Every night, they were there. Machetes digging into his gut, cutting it open, the slap of intestines as they spilled out of him and hit the concrete floor, the agony as he was forced to endure it, endure it, because he never was given the chance to die in these dreams. He could feel the teeth grinding through his organs, masticating him, tearing through the tissue and a series of snaps as it caved like rubber. And he would scream. And scream. The next night, they were making him eat his fingers. The next night, they ate his genitals, then his pelvis, up his abdomen, grinding through bone, drinking the marrow, eating, eating, eating.

Ciel had perfected soundproofing his room by then.

By the end of the month, he'd stopped sleeping most nights. It was easier to simply not sleep and drink coffee, because there was always a point when someone who hasn't slept in days becomes high. Running on nothing, but terribly awake, jittery, giggly. Ciel liked that high. Elizabeth found the change in behavior disturbing, until Ciel began to kiss her more in those days when he would be shaking with energy, and she liked kissing Ciel, so she couldn't really complain. It was nice, feeling like he wanted her.
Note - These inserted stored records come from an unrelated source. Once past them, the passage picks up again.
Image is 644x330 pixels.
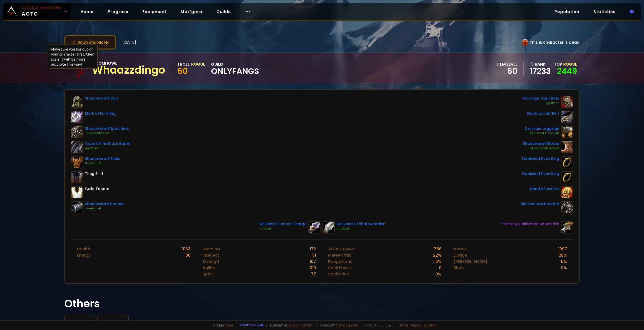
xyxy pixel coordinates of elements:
img: item-16721 [71,156,83,168]
div: 756 [434,246,442,252]
span: 60 [177,65,188,77]
span: Support me, [267,324,313,328]
div: guild [211,61,259,75]
div: Make sure you log out of your character first, then scan. It will be more accurate this way! [51,46,94,67]
div: Mark of Fordring [85,111,116,116]
div: 0 [439,265,442,271]
img: item-2100 [561,221,573,234]
img: item-15063 [561,96,573,108]
span: v. d752d5 - production [361,324,391,328]
a: Consent [423,324,436,328]
div: Spell critic [328,271,349,277]
div: Stamina +9 [85,206,125,211]
div: Equipment [102,319,124,325]
div: Health +100 [85,161,120,165]
div: Guild Tabard [85,186,109,192]
img: item-18500 [561,156,573,168]
img: item-5976 [71,186,83,198]
span: AOTC [22,6,62,18]
div: Reinforced Armor +40 [524,132,559,136]
a: a fan [225,324,233,328]
div: Shadowcraft Belt [527,111,559,116]
a: Statistics [589,6,619,17]
div: Rogue [191,61,205,67]
div: Strength [202,259,220,265]
div: Agility [202,265,215,271]
div: Range critic [328,259,352,265]
div: Armor [454,246,466,252]
div: rank [530,61,551,67]
div: Dal'Rend's Sacred Charge [259,221,307,227]
div: 1997 [558,246,567,252]
img: item-13340 [71,141,83,153]
div: Cape of the Black Baron [85,141,130,146]
a: Population [550,6,583,17]
img: item-15411 [71,111,83,123]
div: +5 Fire Resistance [85,132,129,136]
div: Devilsaur Gauntlets [523,96,559,101]
a: Mak'gora [177,6,206,17]
div: Shadowcraft Bracers [85,201,125,206]
div: 172 [309,246,316,252]
div: Crusader [259,227,307,231]
div: Troll [177,61,190,67]
img: item-16710 [71,201,83,213]
img: item-18500 [561,171,573,184]
div: Doomhowl [92,60,165,66]
div: 15 % [434,259,442,265]
img: item-15062 [561,126,573,138]
img: item-16713 [561,111,573,123]
div: Minor Speed Increase [523,146,559,150]
div: Precisely Calibrated Boomstick [502,221,559,227]
div: Agility +3 [85,146,130,150]
div: 100 [184,252,190,259]
div: Block [454,265,464,271]
a: 2449 [557,65,577,77]
div: 0 % [435,271,442,277]
img: item-12939 [323,221,335,234]
div: 107 [309,259,316,265]
img: item-16708 [71,126,83,138]
div: Spirit [202,271,213,277]
img: item-16707 [71,96,83,108]
a: [DOMAIN_NAME] [336,324,357,328]
div: Shadowcraft Cap [85,96,118,101]
img: item-16711 [561,141,573,153]
div: This is character is dead [522,39,579,46]
img: item-6136 [71,171,83,184]
div: Makgora [69,319,90,325]
div: Crusader [336,227,385,231]
div: Tarnished Elven Ring [522,156,559,161]
div: 319 [309,265,316,271]
div: Shadowcraft Boots [523,141,559,146]
div: Shadowcraft Spaulders [85,126,129,132]
div: Hand of Justice [530,186,559,192]
div: [PERSON_NAME] [454,259,487,265]
h1: Others [65,296,579,312]
div: Thug Shirt [85,171,104,177]
div: Blackhand's Breadth [520,201,559,206]
div: 22 % [433,252,442,259]
div: Tarnished Elven Ring [522,171,559,177]
div: Melee critic [328,252,351,259]
span: [DATE] [122,39,136,46]
img: item-12940 [308,221,320,234]
span: Checkout [316,324,357,328]
a: Classic HardcoreAOTC [3,3,70,20]
a: Progress [104,6,132,17]
div: Top [554,61,577,67]
div: 26 % [558,252,567,259]
a: Equipment [138,6,170,17]
a: Privacy [411,324,422,328]
div: 31 [312,252,316,259]
a: Home [77,6,98,17]
span: OnlyFangs [211,67,259,75]
div: Agility +7 [523,101,559,105]
div: 77 [311,271,316,277]
div: Spell Power [328,265,351,271]
div: Intellect [202,252,219,259]
small: Classic Hardcore [22,6,62,10]
div: Health [77,246,90,252]
a: Guilds [212,6,234,17]
div: item level [496,61,518,67]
After three days and nights without sleeping, Ciel found his body would need to sleep so much by then that he wouldn't dream. It mirrored his eating. He'd pick at food, and then gorge himself. The difference here was that staying awake was far harder than not eating because his body needed it, needed it desperately. But he fought it. Because even if he slept, a sleep full of nightmares left him feeling less rested than no sleep at all.

He had been sitting in his bedroom, doing math problems at a little past three thirty in the morning, rocking lightly and hands shaking messily when he could have sworn he heard someone laughing.

xx

Hello again! Thank you for sticking with me to chapter 2 :) And a big thank you to my beta reader, Ms-Psuedo-Writer, for her help in making this fic suitable for human viewing. I will be updating every Wednesday, and already have several chapters written out ahead, so I'm almost positive this won't end up like my other multichapters bahaha. If you'd be so kind, please review! Feedback keeps me motivated and inspired, and sometimes people say just the right thing to give me just the right idea for the story's progression. Thanks again!